After the large number of posts I've seen asking about reading math, returning to study, wanting to know more about foundations, etc, I've decided to make some of my writings and masterclass material available on the web. There's a lot of it, and it needs work, so I'd appreciate some comments about what you'd like to see first.
I'm intending to create an undirected graph of topics, so you can start where you want, then go forward once you get the idea, or back if you're struggling. Then you can concentrate on the bits you're most interested in.
But what should I start with? I've read what people have advised others to read, and I'm looking for a start point.
Oddly enough, I will start with "Adding Fractions" and basic algebra (expanding, factoring and simplifying), but where then? I will eventually cover O(..) notation, basic calculus, infinities, series, convergence, combinatorics, graphs (vertices and edges) and more, but what do you want to see first?
It will also be on a wiki-like system so you can contribute later if you want, although not at first while I get it running.
Comments, thoughts, suggestions welcome.
Don't.
There is already Wikipedia and Wolfram Mathworld. I have no interest in another system where math geeks compete to put the biggest knowledge dumps and most obscure references into a great big technopeacock tail.
You know all that stuff about usability and simplification that Apple/Microsoft get and Linux/OSS don't? You want to help a lot of people? Be more like betterexplained.com and less like a math entry on wikipedia.
(You're pretty much helping people who know and like maths and can make sense of mathworld, or people who haven't done anything mathematical for years or decades).
(Also, including a mental pronunciation guide would be interesting. How do you pronounce equations in your head?)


(REQUIRED ACTION) Each line between the one holding "person region?" and the end of the material below, both included, is to be transcribed word for word, with pictures left out.
"""
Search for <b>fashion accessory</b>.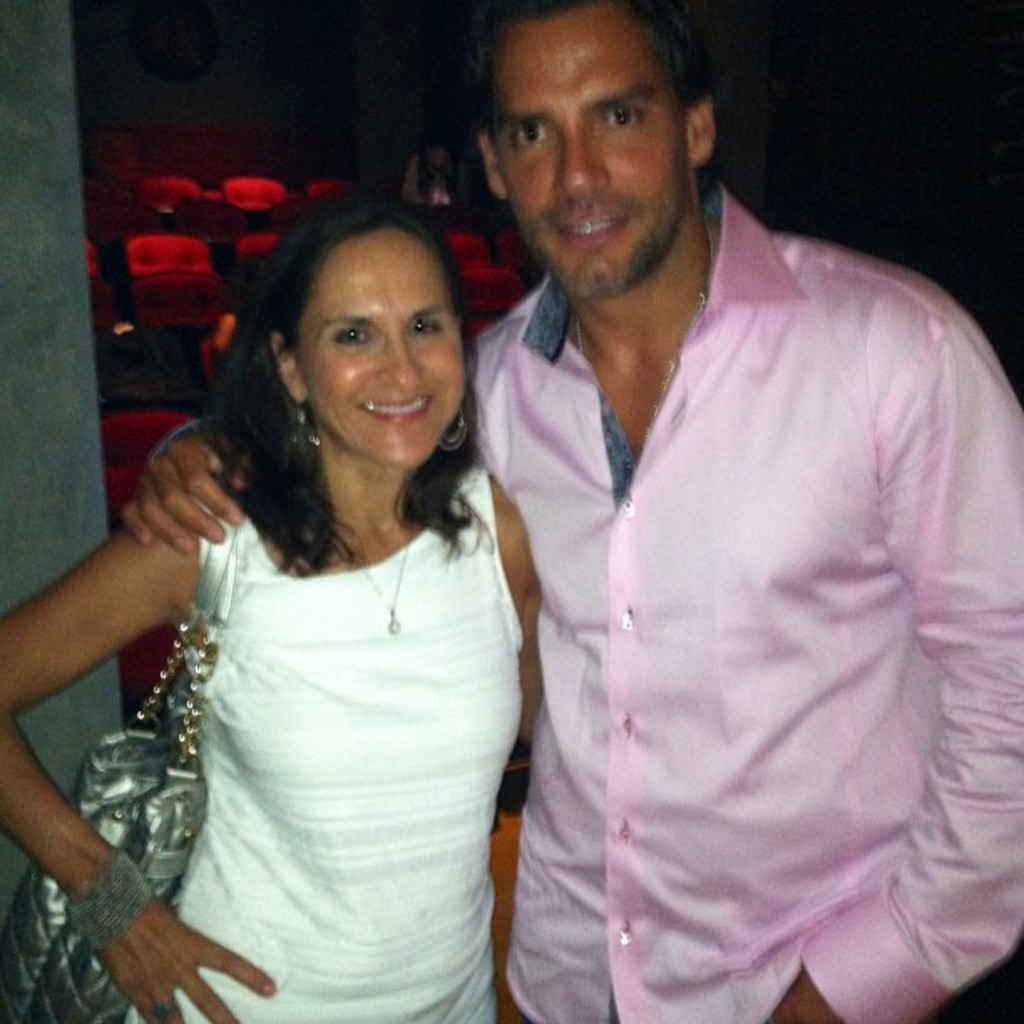
Found at box(442, 392, 472, 457).
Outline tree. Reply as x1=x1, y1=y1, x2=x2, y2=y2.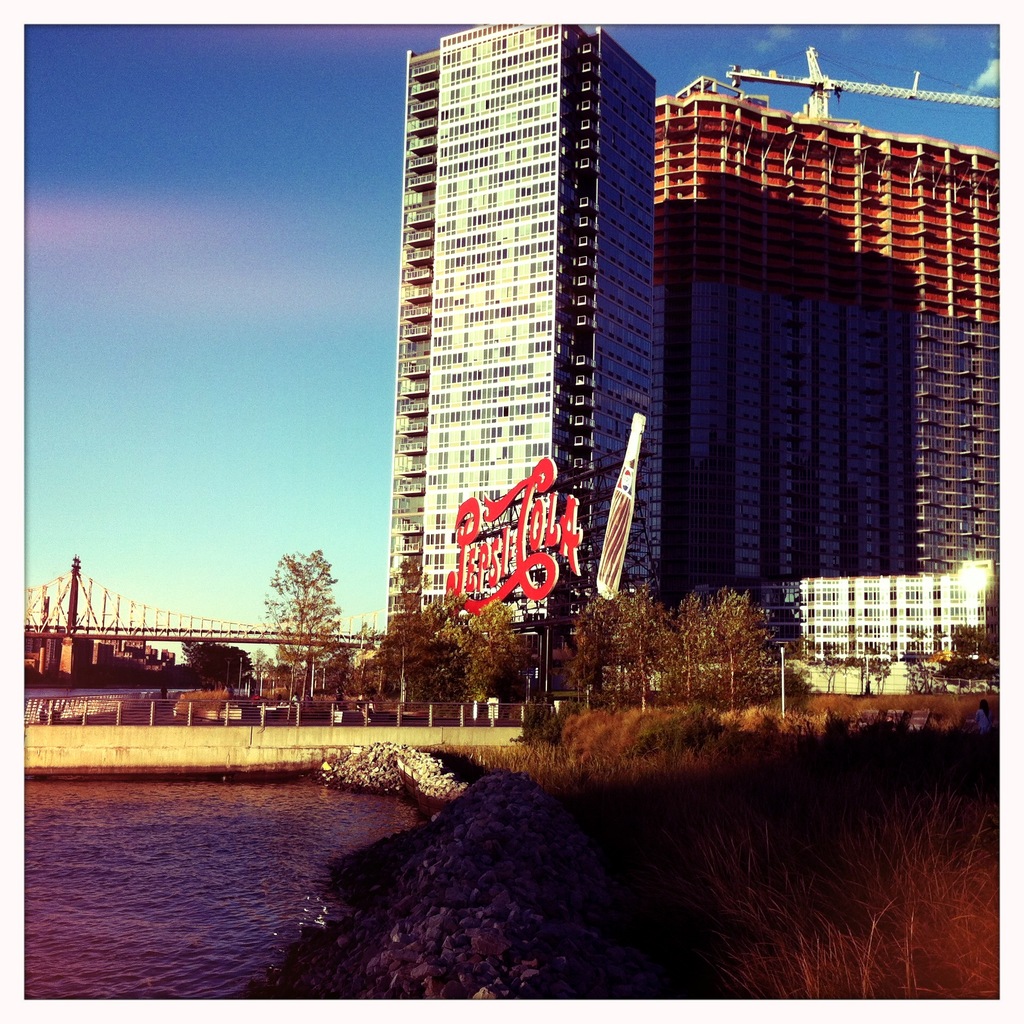
x1=447, y1=603, x2=521, y2=708.
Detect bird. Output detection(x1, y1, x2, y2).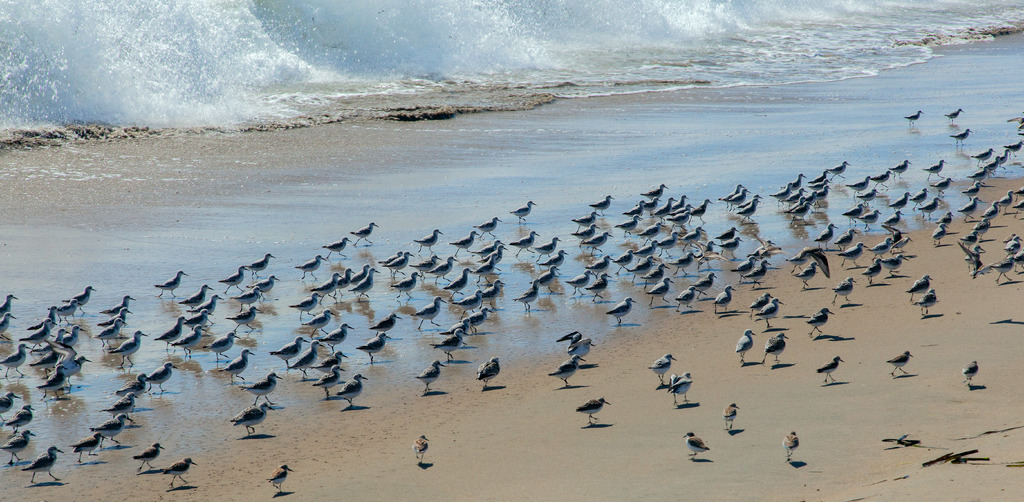
detection(674, 250, 703, 277).
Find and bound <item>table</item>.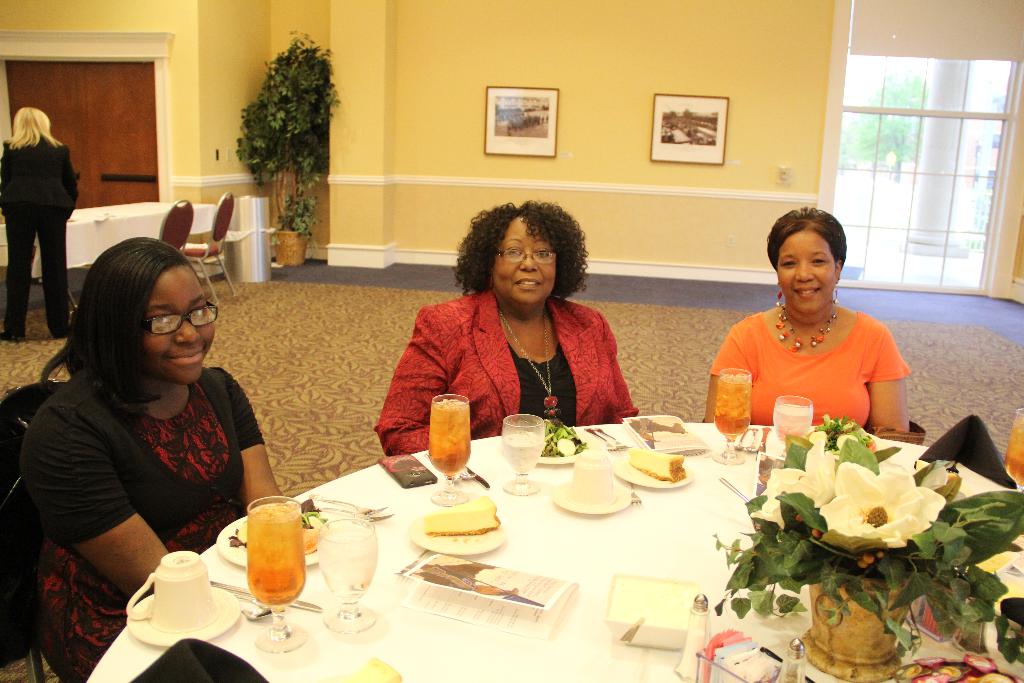
Bound: x1=115, y1=411, x2=1012, y2=682.
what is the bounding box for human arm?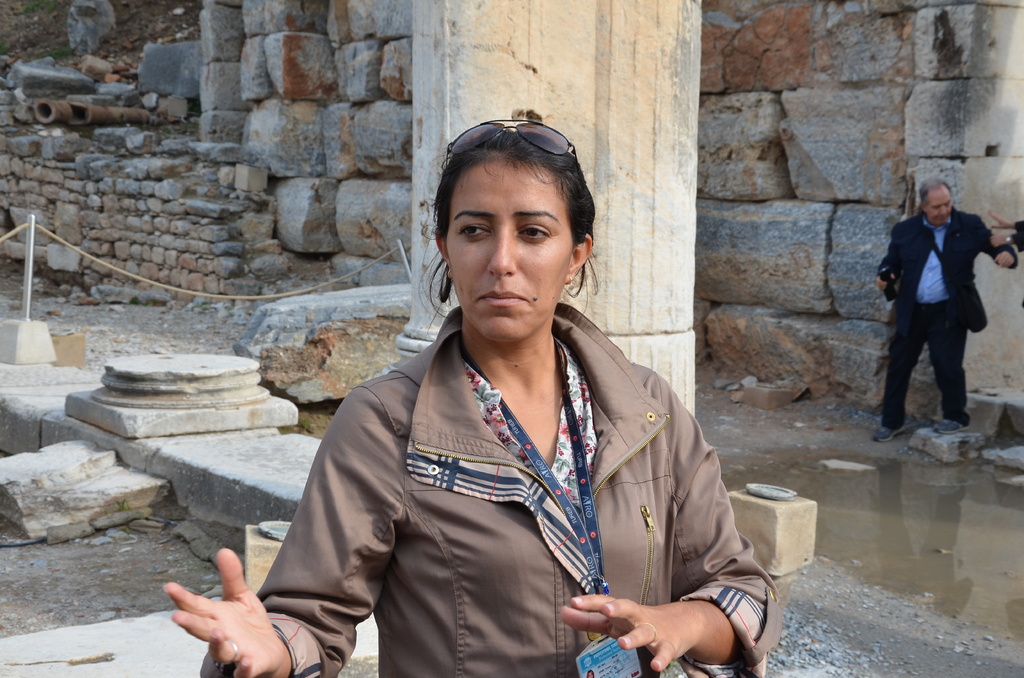
rect(874, 222, 906, 296).
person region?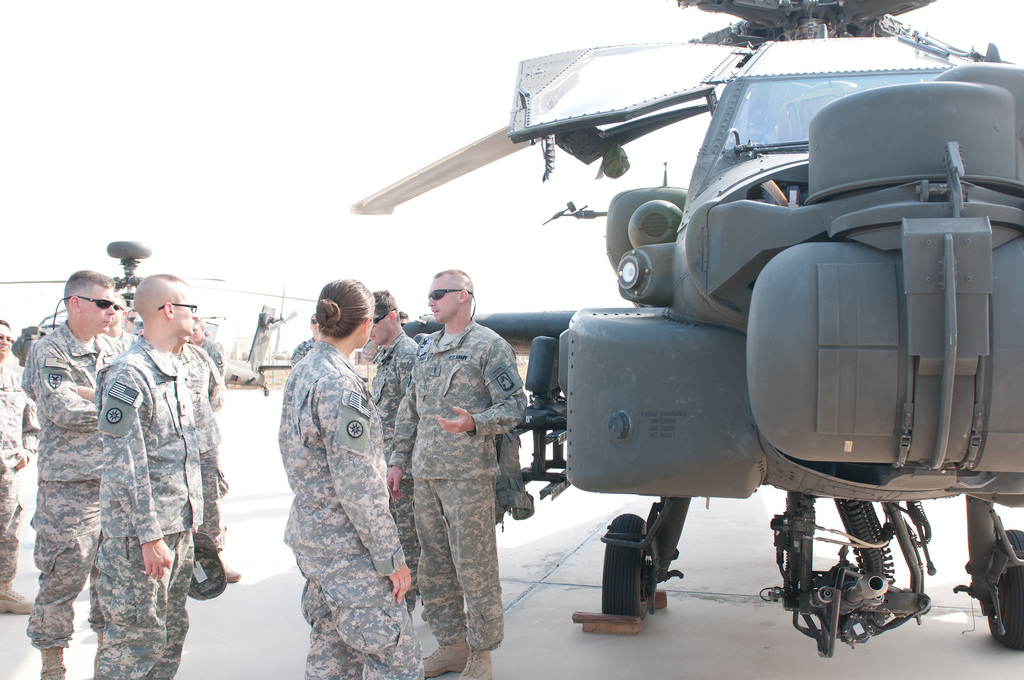
90 271 213 679
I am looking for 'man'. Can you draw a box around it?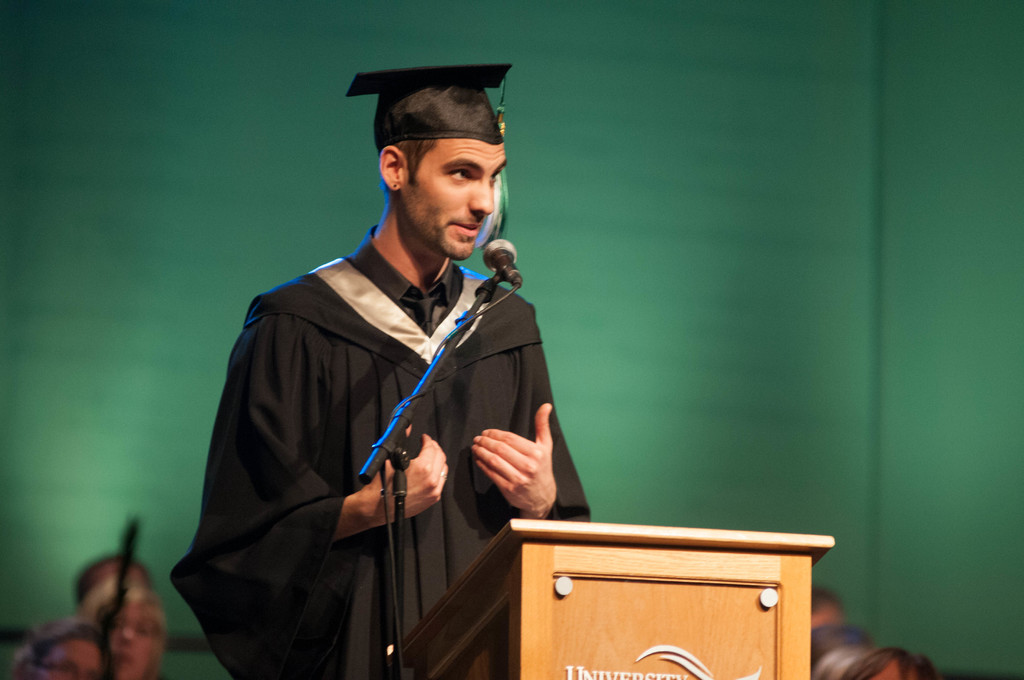
Sure, the bounding box is [188,76,614,675].
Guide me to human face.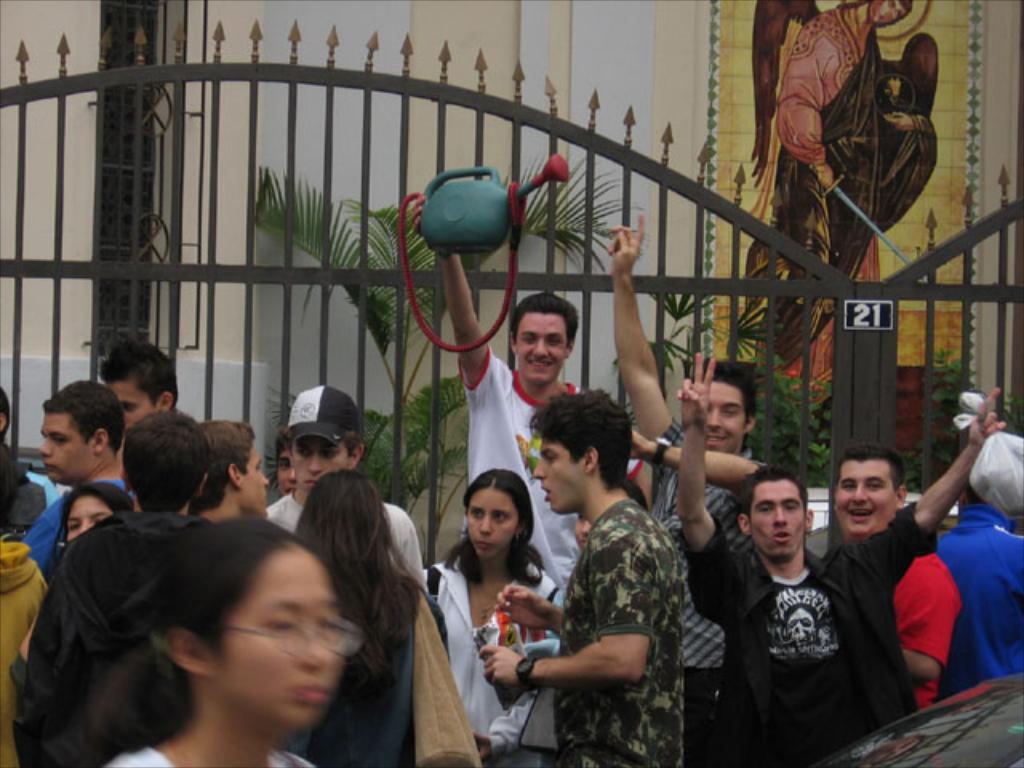
Guidance: x1=59, y1=493, x2=112, y2=534.
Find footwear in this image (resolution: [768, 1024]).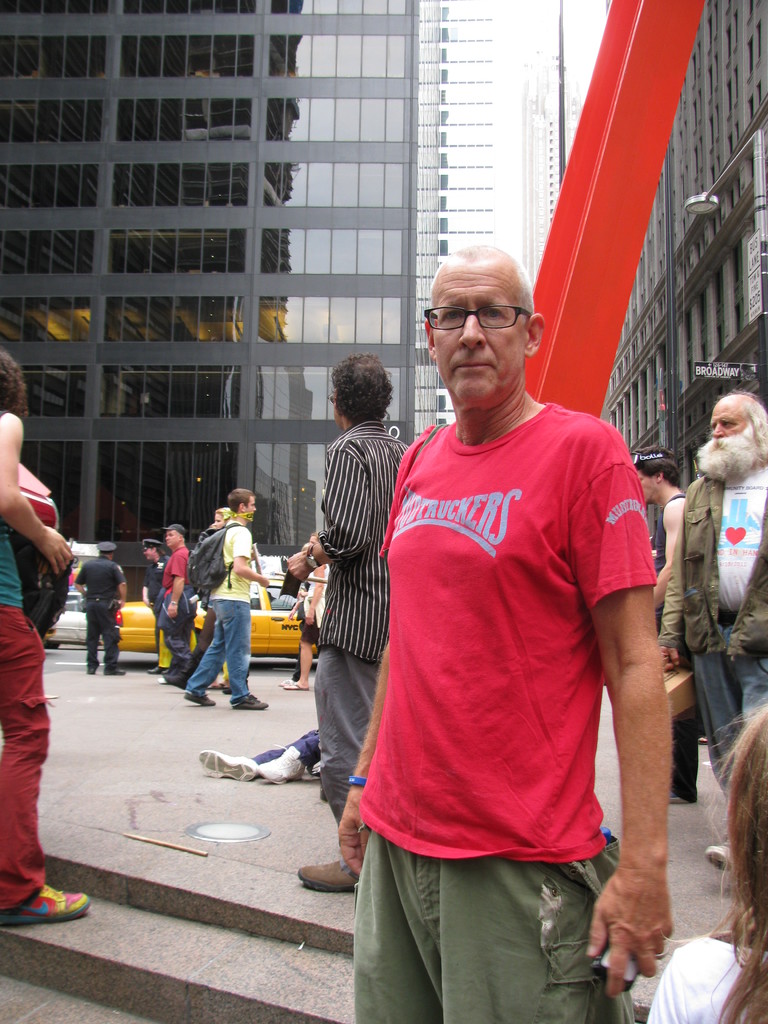
[255, 743, 305, 783].
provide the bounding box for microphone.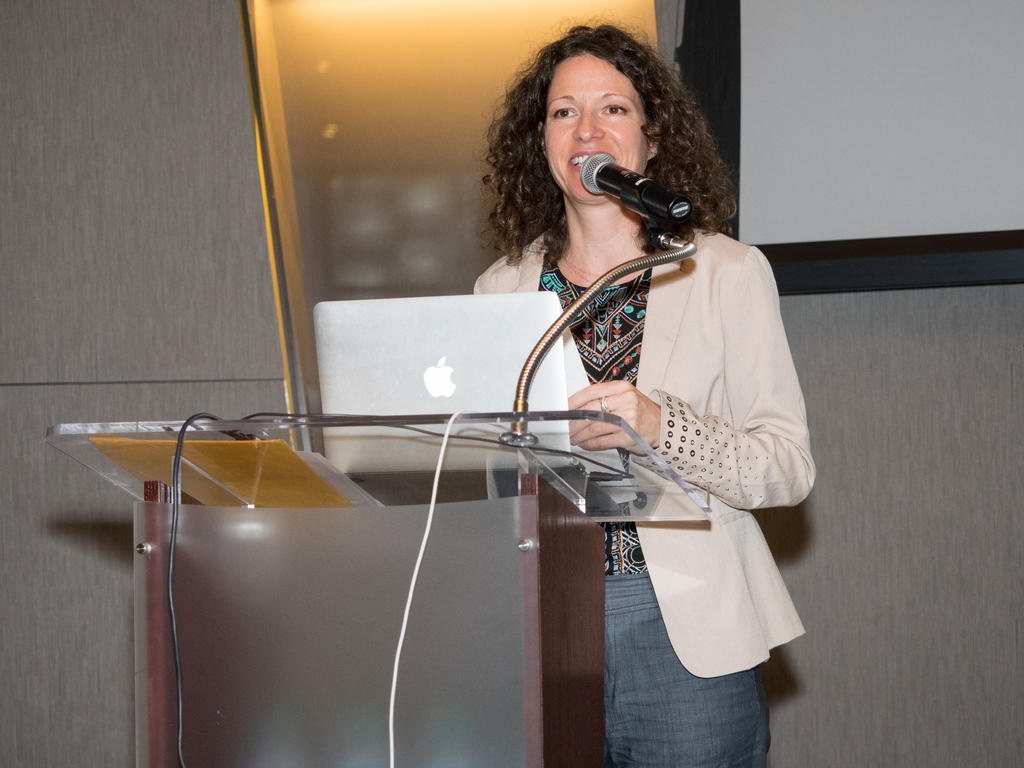
detection(579, 145, 695, 228).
"""
(ANSWER TO THIS PROBLEM)
person region?
90 271 213 679
I am looking for 'man'. Can you draw a box around it?
Sure, the bounding box is [188,76,614,675].
Guide me to human face.
Guidance: x1=59, y1=493, x2=112, y2=534.
Find footwear in this image (resolution: [768, 1024]).
[255, 743, 305, 783].
provide the bounding box for microphone.
detection(579, 145, 695, 228).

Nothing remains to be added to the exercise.